Leaving Philadelphia

We don’t like suburbs. We’ve figured out that much about ourselves.

But both the city and the country have attributes we celebrate.

Some things we like about the city:

Some things we like about the country:

I tend to more cherish the city values over the country values, and Lisa the opposite.

It’s possible that our ideal city doesn’t exist. Lisa has joked that she wants to live in a farmhouse across the street from a bustling downtown. Which means our ideal city might be Philadelphia from 1802 (albeit with modern conveniences):

map of Philadelphia from the 1802 showing a small, dense downtown which ends abruptly and gives way to farmland on all sides

What strikes me most about this old map is how the dense little city abruptly ends, giving way to immediate farmland on all non-aquatic sides.

That is, there are no suburbs.

Why don’t we have any more cities like that?

Two big reasons that I can think of:

(A third reason, pointed out by a wonderful West Philly friend, is America’s intentionally racist housing & investment policies throughout most of the 20th century. That’s probably the biggest reason for the particularly suburban nature of America.)

Population Growth #

When that map was created, Philadelphia had just over 41,000 people. And there were still fewer than one billion humans in existence on the whole of Earth.

Now, Philadelphia has 1.5 million people—36 times as many as 200 years ago. And Earth’s staggering human population will soon rush past the 8 billion mark.

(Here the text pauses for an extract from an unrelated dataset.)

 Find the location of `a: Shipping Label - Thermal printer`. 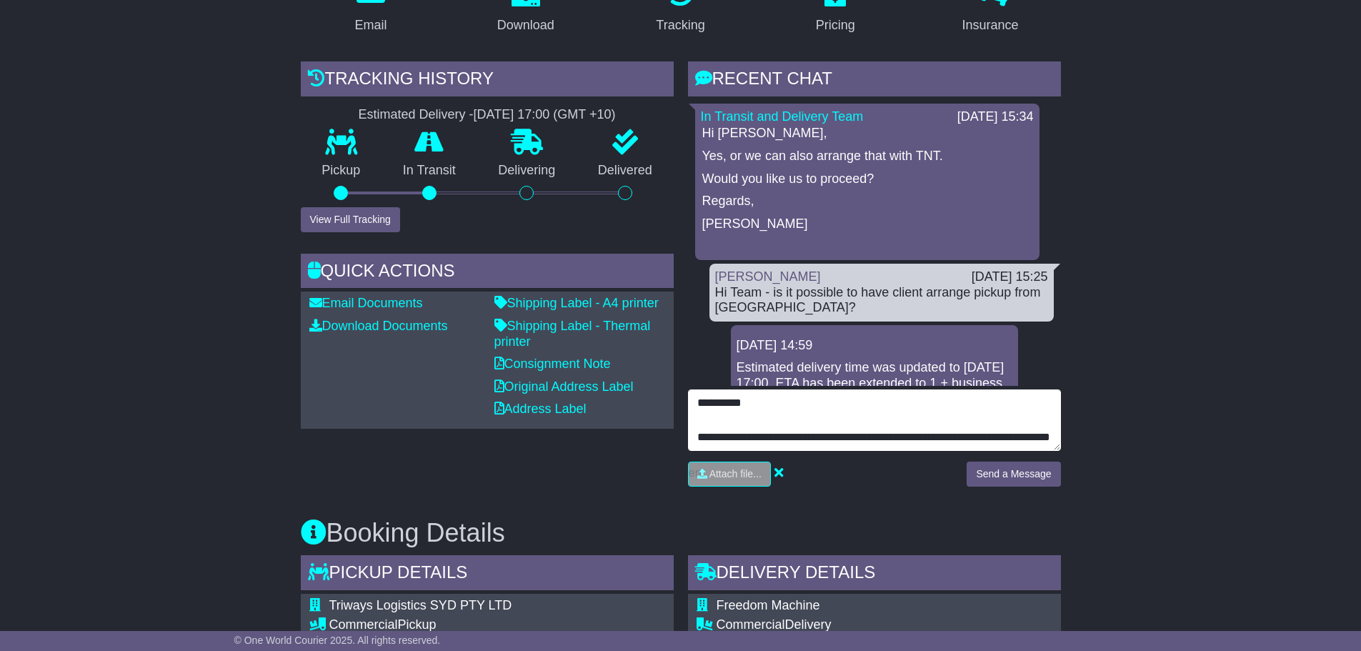

a: Shipping Label - Thermal printer is located at coordinates (572, 334).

Transportation Infrastructure #

It turns out lots of people want to live in the farmhouse on the edge of the dense little city. And as soon as it became convenient to do so, people rushed to it. The suburbs were born. And now we might never get away from the sprawl.

But we’re gonna try #

We know a place without nearly the sprawling mass of Philadelphia. A place where the city ends quickly and gives way to agriculture. Where you can ride bikes out of the city limits and stand in a farm field. And a true, classical farm too, not an urban farm. We love & will miss our local urban farm (I’ll especially miss feeding our compost to their chickens!), but there’s a special place in our hearts for amber waves of grain beneath a sprawling sky.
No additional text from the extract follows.